Another study showed that providing telehealth support groups for caregivers of veterans resulted in an average savings of $2,768 per patient after six months while the cost of delivering the support was only $300 per participant. Again, seeing those kinds of reductions in cost would be game-changing for many health care systems, if programs like this were implemented widely.

But it is not just one study here or there demonstrating the effectiveness of these telehealth solutions. Overall analyses of this growing body of literature reveal many similar success stories.

For instance, this systematic review found an incredibly strong link between telehealth interventions and the improved well-being of caregivers, as well as positive effects on health outcomes for the patients in their care. The study’s authors analyzed 57 studies related to providing caregivers with telehealth support. 73% of those studies found significant improvements in outcomes for unpaid caregivers and/or their patients.
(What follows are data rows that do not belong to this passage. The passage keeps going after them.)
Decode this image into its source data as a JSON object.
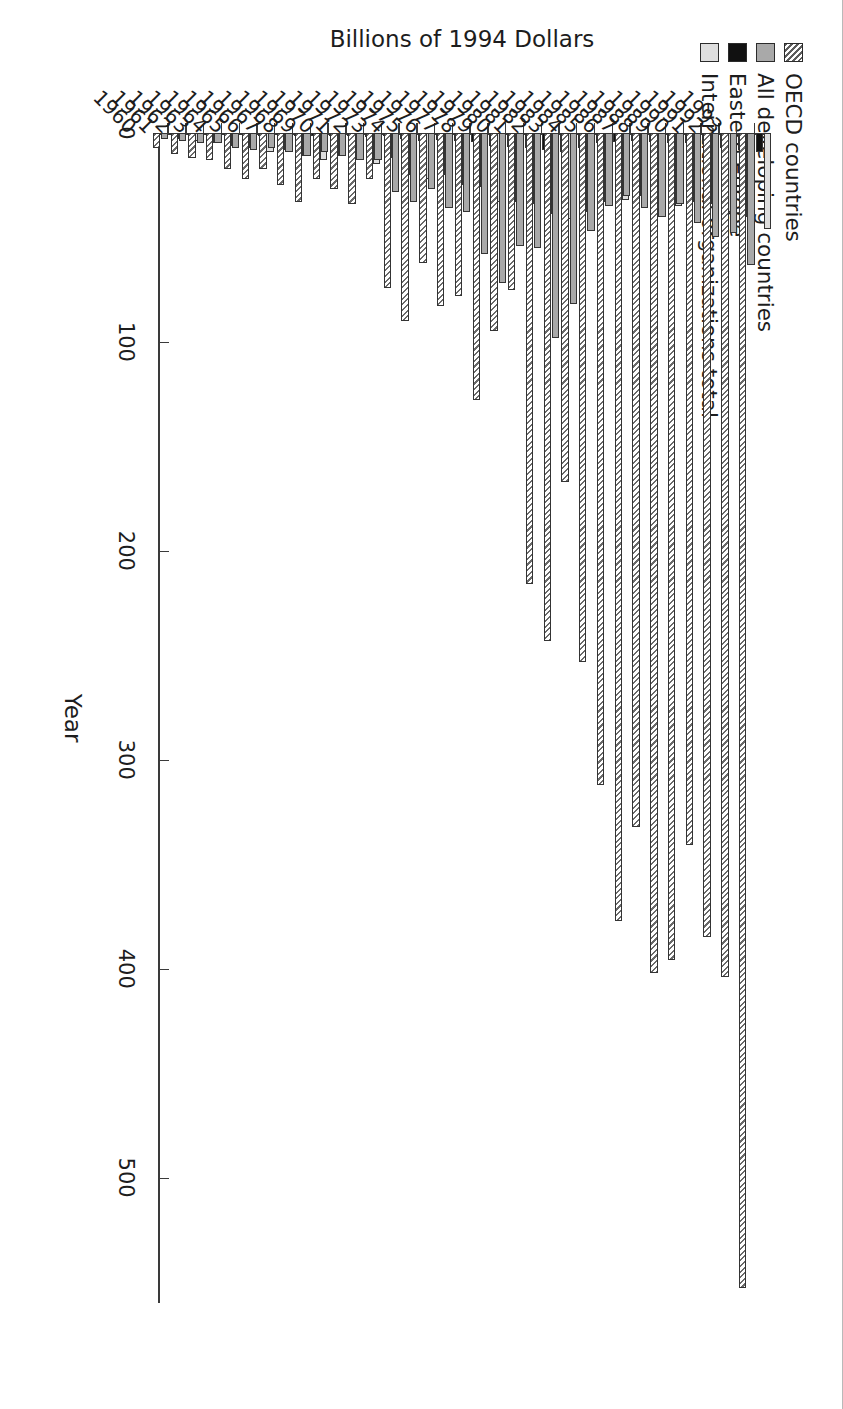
{
  "chart_data": {
    "type": "bar",
    "title": "",
    "xlabel": "Year",
    "ylabel": "Billions of 1994 Dollars",
    "orientation": "vertical-grouped-rendered-rotated-90",
    "grid": false,
    "legend_position": "top-left",
    "ylim": [
      0,
      560
    ],
    "yticks": [
      0,
      100,
      200,
      300,
      400,
      500
    ],
    "ytick_labels": [
      "0",
      "100",
      "200",
      "300",
      "400",
      "500"
    ],
    "categories": [
      "1960",
      "1961",
      "1962",
      "1963",
      "1964",
      "1965",
      "1966",
      "1967",
      "1968",
      "1969",
      "1970",
      "1971",
      "1972",
      "1973",
      "1974",
      "1975",
      "1976",
      "1977",
      "1978",
      "1979",
      "1980",
      "1981",
      "1982",
      "1983",
      "1984",
      "1985",
      "1986",
      "1987",
      "1988",
      "1989",
      "1990",
      "1991",
      "1992",
      "1993"
    ],
    "series": [
      {
        "name": "OECD countries",
        "color": "#ffffff",
        "pattern": "diagonal-hatch",
        "values": [
          7,
          10,
          12,
          13,
          17,
          22,
          17,
          25,
          33,
          22,
          27,
          34,
          22,
          74,
          90,
          62,
          83,
          78,
          128,
          95,
          75,
          216,
          243,
          167,
          253,
          312,
          377,
          332,
          402,
          396,
          341,
          385,
          404,
          553
        ]
      },
      {
        "name": "All developing countries",
        "color": "#a9a9a9",
        "pattern": "solid",
        "values": [
          3,
          4,
          5,
          5,
          7,
          8,
          7,
          9,
          11,
          9,
          11,
          13,
          13,
          28,
          33,
          27,
          36,
          38,
          58,
          72,
          54,
          55,
          98,
          82,
          47,
          35,
          30,
          36,
          40,
          34,
          43,
          50,
          48,
          63
        ]
      },
      {
        "name": "Eastern Europe",
        "color": "#111111",
        "pattern": "solid",
        "values": [
          0.5,
          0.6,
          0.7,
          0.8,
          1,
          1.2,
          1,
          1.3,
          1.6,
          1.3,
          1.5,
          1.8,
          1.6,
          3,
          4,
          3.5,
          4,
          4.5,
          6,
          6.5,
          7,
          8,
          9,
          7,
          5,
          4.5,
          4,
          4.5,
          5,
          5,
          5.5,
          7,
          8,
          9
        ]
      },
      {
        "name": "International organizations total",
        "color": "#dedede",
        "pattern": "solid",
        "values": [
          3,
          4,
          5,
          6,
          7,
          9,
          8,
          11,
          13,
          11,
          13,
          15,
          12,
          20,
          22,
          20,
          25,
          26,
          33,
          33,
          34,
          39,
          41,
          38,
          33,
          32,
          30,
          33,
          35,
          33,
          34,
          38,
          40,
          46
        ]
      }
    ],
    "legend": [
      {
        "label": "OECD countries",
        "swatch": "hatch"
      },
      {
        "label": "All developing countries",
        "swatch": "gray"
      },
      {
        "label": "Eastern Europe",
        "swatch": "black"
      },
      {
        "label": "International organizations total",
        "swatch": "light"
      }
    ]
  }
}
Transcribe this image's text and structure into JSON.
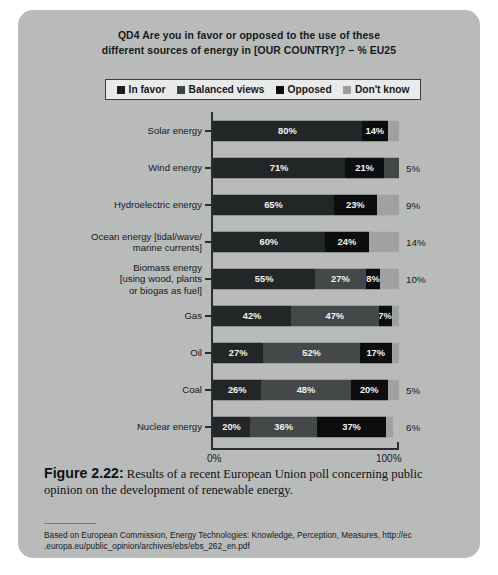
{
  "figure": {
    "chart_title": "QD4 Are you in favor or opposed to the use of these different sources of energy in [OUR COUNTRY]? – % EU25",
    "chart_title_line1": "QD4 Are you in favor or opposed to the use of these",
    "chart_title_line2": "different sources of energy in [OUR COUNTRY]? – % EU25",
    "caption_label": "Figure 2.22:",
    "caption_text": " Results of a recent European Union poll concerning public opinion on the development of renewable energy.",
    "source_line1": "Based on European Commission, Energy Technologies: Knowledge, Perception, Measures, http://ec",
    "source_line2": ".europa.eu/public_opinion/archives/ebs/ebs_262_en.pdf",
    "panel_color": "#b9bbbb"
  },
  "legend": {
    "items": [
      {
        "label": "In favor",
        "swatch": "legend-swatch-in-favor",
        "color": "#1b1c1d"
      },
      {
        "label": "Balanced views",
        "swatch": "legend-swatch-balanced-views",
        "color": "#3e4143"
      },
      {
        "label": "Opposed",
        "swatch": "legend-swatch-opposed",
        "color": "#0d0e0f"
      },
      {
        "label": "Don't know",
        "swatch": "legend-swatch-dont-know",
        "color": "#9b9d9e"
      }
    ]
  },
  "axis": {
    "min_label": "0%",
    "max_label": "100%"
  },
  "chart_data": {
    "type": "bar",
    "subtype": "stacked-horizontal-100pct",
    "title": "QD4 Are you in favor or opposed to the use of these different sources of energy in [OUR COUNTRY]? – % EU25",
    "xlabel": "",
    "ylabel": "",
    "xlim": [
      0,
      100
    ],
    "xticks": [
      0,
      100
    ],
    "xticklabels": [
      "0%",
      "100%"
    ],
    "grid": false,
    "legend_position": "top",
    "categories": [
      "Solar energy",
      "Wind energy",
      "Hydroelectric energy",
      "Ocean energy [tidal/wave/marine currents]",
      "Biomass energy [using wood, plants or biogas as fuel]",
      "Gas",
      "Oil",
      "Coal",
      "Nuclear energy"
    ],
    "series": [
      {
        "name": "In favor",
        "color": "#232627",
        "values": [
          80,
          71,
          65,
          60,
          55,
          42,
          27,
          26,
          20
        ]
      },
      {
        "name": "Balanced views",
        "color": "#454849",
        "values": [
          null,
          null,
          null,
          null,
          null,
          null,
          null,
          null,
          36
        ]
      },
      {
        "name": "Opposed",
        "color": "#0c0d0e",
        "values": [
          14,
          21,
          23,
          24,
          27,
          47,
          52,
          48,
          37
        ]
      },
      {
        "name": "Don't know",
        "color": "#9fa1a2",
        "values": [
          6,
          5,
          9,
          14,
          10,
          7,
          17,
          5,
          6
        ]
      }
    ],
    "rows": [
      {
        "label_lines": [
          "Solar energy"
        ],
        "outside_label": "",
        "segments": [
          {
            "series": "In favor",
            "value": 80,
            "label": "80%",
            "style": "seg-infavor"
          },
          {
            "series": "Opposed",
            "value": 14,
            "label": "14%",
            "style": "seg-opposed"
          },
          {
            "series": "Don't know",
            "value": 6,
            "label": "",
            "style": "seg-dontknow"
          }
        ]
      },
      {
        "label_lines": [
          "Wind energy"
        ],
        "outside_label": "5%",
        "segments": [
          {
            "series": "In favor",
            "value": 71,
            "label": "71%",
            "style": "seg-infavor"
          },
          {
            "series": "Opposed",
            "value": 21,
            "label": "21%",
            "style": "seg-opposed"
          },
          {
            "series": "Don't know",
            "value": 8,
            "label": "",
            "style": "seg-balanced"
          }
        ]
      },
      {
        "label_lines": [
          "Hydroelectric energy"
        ],
        "outside_label": "9%",
        "segments": [
          {
            "series": "In favor",
            "value": 65,
            "label": "65%",
            "style": "seg-infavor"
          },
          {
            "series": "Opposed",
            "value": 23,
            "label": "23%",
            "style": "seg-opposed"
          },
          {
            "series": "Don't know",
            "value": 12,
            "label": "",
            "style": "seg-dontknow"
          }
        ]
      },
      {
        "label_lines": [
          "Ocean energy [tidal/wave/",
          "marine currents]"
        ],
        "outside_label": "14%",
        "segments": [
          {
            "series": "In favor",
            "value": 60,
            "label": "60%",
            "style": "seg-infavor"
          },
          {
            "series": "Opposed",
            "value": 24,
            "label": "24%",
            "style": "seg-opposed"
          },
          {
            "series": "Don't know",
            "value": 16,
            "label": "",
            "style": "seg-dontknow"
          }
        ]
      },
      {
        "label_lines": [
          "Biomass energy",
          "[using wood, plants",
          "or biogas as fuel]"
        ],
        "outside_label": "10%",
        "segments": [
          {
            "series": "In favor",
            "value": 55,
            "label": "55%",
            "style": "seg-infavor"
          },
          {
            "series": "Opposed",
            "value": 27,
            "label": "27%",
            "style": "seg-balanced"
          },
          {
            "series": "Don't know",
            "value": 8,
            "label": "8%",
            "style": "seg-opposed"
          },
          {
            "series": "Don't know",
            "value": 10,
            "label": "",
            "style": "seg-dontknow"
          }
        ]
      },
      {
        "label_lines": [
          "Gas"
        ],
        "outside_label": "",
        "segments": [
          {
            "series": "In favor",
            "value": 42,
            "label": "42%",
            "style": "seg-infavor"
          },
          {
            "series": "Opposed",
            "value": 47,
            "label": "47%",
            "style": "seg-balanced"
          },
          {
            "series": "Don't know",
            "value": 7,
            "label": "7%",
            "style": "seg-opposed"
          },
          {
            "series": "Don't know",
            "value": 4,
            "label": "",
            "style": "seg-dontknow"
          }
        ]
      },
      {
        "label_lines": [
          "Oil"
        ],
        "outside_label": "",
        "segments": [
          {
            "series": "In favor",
            "value": 27,
            "label": "27%",
            "style": "seg-infavor"
          },
          {
            "series": "Opposed",
            "value": 52,
            "label": "52%",
            "style": "seg-balanced"
          },
          {
            "series": "Don't know",
            "value": 17,
            "label": "17%",
            "style": "seg-opposed"
          },
          {
            "series": "Don't know",
            "value": 4,
            "label": "",
            "style": "seg-dontknow"
          }
        ]
      },
      {
        "label_lines": [
          "Coal"
        ],
        "outside_label": "5%",
        "segments": [
          {
            "series": "In favor",
            "value": 26,
            "label": "26%",
            "style": "seg-infavor"
          },
          {
            "series": "Opposed",
            "value": 48,
            "label": "48%",
            "style": "seg-balanced"
          },
          {
            "series": "Don't know",
            "value": 20,
            "label": "20%",
            "style": "seg-opposed"
          },
          {
            "series": "Don't know",
            "value": 6,
            "label": "",
            "style": "seg-dontknow"
          }
        ]
      },
      {
        "label_lines": [
          "Nuclear energy"
        ],
        "outside_label": "6%",
        "segments": [
          {
            "series": "In favor",
            "value": 20,
            "label": "20%",
            "style": "seg-infavor"
          },
          {
            "series": "Balanced views",
            "value": 36,
            "label": "36%",
            "style": "seg-balanced"
          },
          {
            "series": "Opposed",
            "value": 37,
            "label": "37%",
            "style": "seg-opposed"
          },
          {
            "series": "Don't know",
            "value": 4,
            "label": "",
            "style": "seg-dontknow"
          }
        ]
      }
    ]
  }
}
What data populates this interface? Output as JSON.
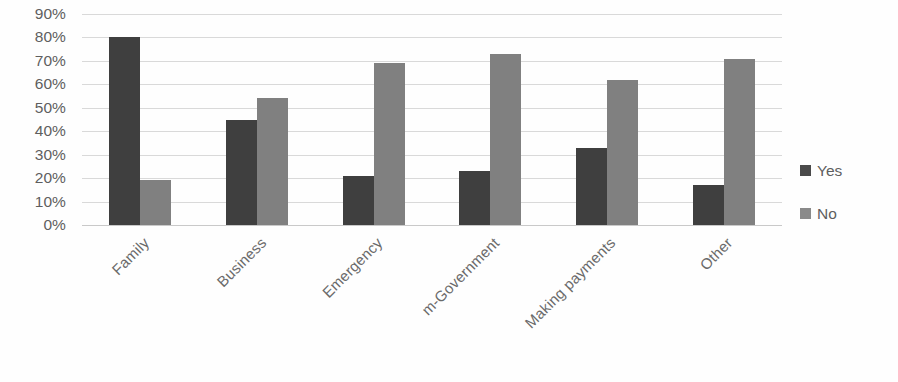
{
  "chart_data": {
    "type": "bar",
    "title": "",
    "subtitle": "",
    "xlabel": "",
    "ylabel": "",
    "categories": [
      "Family",
      "Business",
      "Emergency",
      "m-Government",
      "Making payments",
      "Other"
    ],
    "series": [
      {
        "name": "Yes",
        "color": "#3f3f3f",
        "values": [
          80,
          45,
          21,
          23,
          33,
          17
        ]
      },
      {
        "name": "No",
        "color": "#808080",
        "values": [
          19,
          54,
          69,
          73,
          62,
          71
        ]
      }
    ],
    "ylim": [
      0,
      90
    ],
    "ytick_values": [
      90,
      80,
      70,
      60,
      50,
      40,
      30,
      20,
      10,
      0
    ],
    "ytick_labels": [
      "90%",
      "80%",
      "70%",
      "60%",
      "50%",
      "40%",
      "30%",
      "20%",
      "10%",
      "0%"
    ],
    "grid": "horizontal",
    "legend_position": "right",
    "xtick_rotation": -45,
    "value_unit": "%"
  },
  "legend": {
    "items": [
      {
        "label": "Yes",
        "color": "#3f3f3f"
      },
      {
        "label": "No",
        "color": "#808080"
      }
    ]
  },
  "colors": {
    "series_yes": "#3f3f3f",
    "series_no": "#808080",
    "gridline": "#d9d9d9",
    "text": "#5e5e5e",
    "background": "#fefefe"
  }
}
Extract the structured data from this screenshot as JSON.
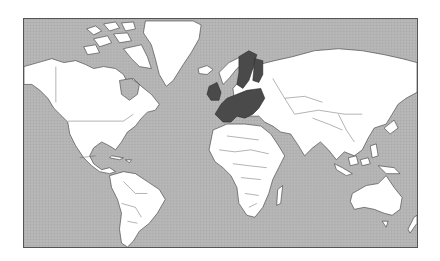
{
  "map": {
    "title": "World map with European Union member states highlighted",
    "projection": "Mercator",
    "colors": {
      "ocean": "#b4b4b4",
      "land": "#ffffff",
      "highlight": "#4a4a4a",
      "border": "#3a3a3a",
      "frame": "#555555"
    },
    "highlighted_region": "European Union",
    "regions": [
      "North America",
      "Greenland",
      "South America",
      "Europe",
      "Africa",
      "Asia",
      "Australia",
      "New Zealand"
    ]
  }
}
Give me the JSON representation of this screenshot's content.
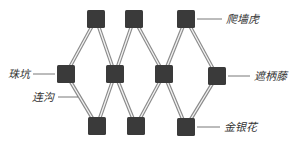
{
  "diagram": {
    "type": "planting-layout",
    "colors": {
      "node": "#3a3a3a",
      "connector_outer": "#8a8a8a",
      "connector_inner": "#f4f4f4",
      "leader_line": "#555555",
      "label": "#333333",
      "background": "#ffffff"
    },
    "node_size": 18,
    "nodes": [
      {
        "id": "t1",
        "row": "top",
        "x": 96,
        "y": 19
      },
      {
        "id": "t2",
        "row": "top",
        "x": 134,
        "y": 19
      },
      {
        "id": "t3",
        "row": "top",
        "x": 186,
        "y": 19
      },
      {
        "id": "m1",
        "row": "middle",
        "x": 66,
        "y": 74
      },
      {
        "id": "m2",
        "row": "middle",
        "x": 115,
        "y": 74
      },
      {
        "id": "m3",
        "row": "middle",
        "x": 164,
        "y": 74
      },
      {
        "id": "m4",
        "row": "middle",
        "x": 217,
        "y": 76
      },
      {
        "id": "b1",
        "row": "bottom",
        "x": 97,
        "y": 126
      },
      {
        "id": "b2",
        "row": "bottom",
        "x": 136,
        "y": 126
      },
      {
        "id": "b3",
        "row": "bottom",
        "x": 186,
        "y": 127
      }
    ],
    "edges": [
      [
        "m1",
        "t1"
      ],
      [
        "t1",
        "m2"
      ],
      [
        "m2",
        "t2"
      ],
      [
        "t2",
        "m3"
      ],
      [
        "m3",
        "t3"
      ],
      [
        "t3",
        "m4"
      ],
      [
        "m1",
        "b1"
      ],
      [
        "b1",
        "m2"
      ],
      [
        "m2",
        "b2"
      ],
      [
        "b2",
        "m3"
      ],
      [
        "m3",
        "b3"
      ],
      [
        "b3",
        "m4"
      ]
    ],
    "labels": [
      {
        "id": "top-right",
        "text": "爬墙虎",
        "meaning": "Boston ivy",
        "line": [
          197,
          19,
          222,
          19
        ],
        "x": 226,
        "y": 23
      },
      {
        "id": "middle-right",
        "text": "遮柄藤",
        "meaning": "covering vine",
        "line": [
          228,
          76,
          250,
          76
        ],
        "x": 254,
        "y": 80
      },
      {
        "id": "bottom-right",
        "text": "金银花",
        "meaning": "honeysuckle",
        "line": [
          197,
          127,
          220,
          127
        ],
        "x": 224,
        "y": 131
      },
      {
        "id": "middle-left",
        "text": "珠坑",
        "meaning": "planting pit",
        "line": [
          33,
          74,
          55,
          74
        ],
        "x": 8,
        "y": 78
      },
      {
        "id": "lower-left",
        "text": "连沟",
        "meaning": "connecting ditch",
        "line": [
          58,
          97,
          78,
          97
        ],
        "x": 32,
        "y": 101
      }
    ]
  }
}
We can dismiss or question a single study and when diving into the data on any given topic, a healthy sense of skepticism is always helpful, but the picture is becoming clearer by the second. Advocates have worked hard to raise awareness about unpaid caregivers and the critical work they do, they have raised alarm bells about the struggles this group faces and the need for support. But now, we are starting to learn which solutions work, and we need to turn our attention to ensuring that those solutions are available to any unpaid caregiver who might benefit from them.

Speedbumps to Progress

Unfortunately, despite the demonstrated efficacy of these interventions, significant progress in this area has remained elusive.

That’s why any call to action needs to acknowledge the challenges of implementation. In the case of telehealth training, these challenges include among others red tape, staffing shortages, and the current immediate demands created by the pandemic.

There is no getting around the worsening staff shortages and the effect of the Covid-19 pandemic on the home health care space. Few sectors are struggling as much to find workers. While its clear telehealth solutions could help mitigate this issue, it remains a major challenge for home care providers and medical providers to try and institute new policies and programs in the midst of such a crisis.

But given the absolutely critical nature of finding solutions in this space, solutions that will improve the lives, health and well-being of caregivers, individuals under their care and our health care workers, those challenges can and should be overcome.

The Future of Health Care is at Stake

For a field where some have turned their hopes toward bipedal robots, relief from a pragmatic program that can be implemented now would surely be welcomed.

Instead of waiting for Bladerunner or Star Wars to become a reality, we can simply engage the existing technology we already have that research has already proven will work.

That isn’t to say that we should stop swinging for the fences with new technology. It is simply a reminder that we need to focus on the here and now.  Unpaid caregivers are struggling with these burdens at this very moment, and they deserve support and relief now.

Ultimately, our unpaid caregivers are facing a daunting set of challenges. Every day they are asked to perform miracles and every day they again answer the call. But as relentless demographic trends and public health crises continue to close in on them, it won’t be long before they too feel like their backs are against the sea. It would be wise then if we started to launch those rescue ships now, before it’s too late.